SNEWS® View: Other opportunities, eh? Hancock Park has wisely grown companies it has invested in, including previous Busy Body stores. Not to say that the industry doesn’t seem a hair bit nervous to see this kind of growth since history has shown several strong chains that have exploded and spread, only to implode and shrink, leaving everybody licking their wounds. Think of course of the biggest of them all, the former Busy Body with its 2001 liquidation that burned the industry for nearly $18 million. This incarnation of Busy Body, again under the tutelage of Hancock Park, seems to be different in that its intent is not to be a national chain, and Hancock’s acquisition of Omni will be a separately run business.

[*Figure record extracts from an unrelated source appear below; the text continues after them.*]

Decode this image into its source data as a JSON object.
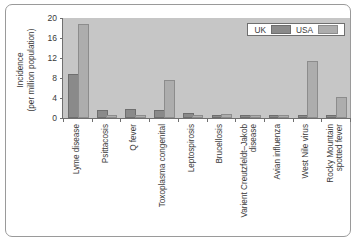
{
  "chart_data": {
    "type": "bar",
    "title": "",
    "xlabel": "",
    "ylabel": "Incidence (per million population)",
    "ylabel_lines": [
      "Incidence",
      "(per million population)"
    ],
    "ylim": [
      0,
      20
    ],
    "yticks": [
      0,
      4,
      8,
      12,
      16,
      20
    ],
    "grid": false,
    "legend_position": "top-right",
    "categories": [
      "Lyme disease",
      "Psittacosis",
      "Q fever",
      "Toxoplasma congenital",
      "Leptospirosis",
      "Brucellosis",
      "Varient Creutzfeldt–Jakob disease",
      "Avian influenza",
      "West Nile virus",
      "Rocky Mountain spotted fever"
    ],
    "category_lines": [
      [
        "Lyme disease"
      ],
      [
        "Psittacosis"
      ],
      [
        "Q fever"
      ],
      [
        "Toxoplasma congenital"
      ],
      [
        "Leptospirosis"
      ],
      [
        "Brucellosis"
      ],
      [
        "Varient Creutzfeldt–Jakob",
        "disease"
      ],
      [
        "Avian influenza"
      ],
      [
        "West Nile virus"
      ],
      [
        "Rocky Mountain",
        "spotted fever"
      ]
    ],
    "series": [
      {
        "name": "UK",
        "color": "#8a8a8a",
        "values": [
          8.4,
          1.3,
          1.4,
          1.3,
          0.6,
          0.25,
          0.12,
          0.12,
          0.05,
          0.05
        ]
      },
      {
        "name": "USA",
        "color": "#adadad",
        "values": [
          18.4,
          0.15,
          0.3,
          7.3,
          0.25,
          0.5,
          0.08,
          0.1,
          11.0,
          3.8
        ]
      }
    ]
  },
  "legend": {
    "items": [
      {
        "label": "UK",
        "swatch": "uk"
      },
      {
        "label": "USA",
        "swatch": "usa"
      }
    ]
  },
  "colors": {
    "uk": "#8a8a8a",
    "usa": "#adadad",
    "plot_background": "#c6c6c6",
    "axis": "#6f6f6f",
    "frame_border": "#9a9a9a",
    "page_background": "#ffffff"
  }
}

That means of course one isn’t beholden to the other and can’t bring down the other. Smart growth as seemingly undertaken by Hancock also means we expect nothing more to happen in the world of acquisitions until the spring of 2005. But we know Van Harten will be adding up air miles and burning up the phone lines talking to various others about those aforementioned “opportunities” that we all know will happen next year. Where will FHI look next? Utah is one gap in its coverage (see SNEWS® story, Oct. 22, 2004, “Utah specialty fitness market sees changes, expects growth”), as is Oregon, but something has to present the correct location and correct mix of brands. Growth in the East? Possible, but with census and state numbers showing most of the country’s strongest population growth in western states such as Utah, Nevada and Arizona, we’d bet FHI will focus on those areas first.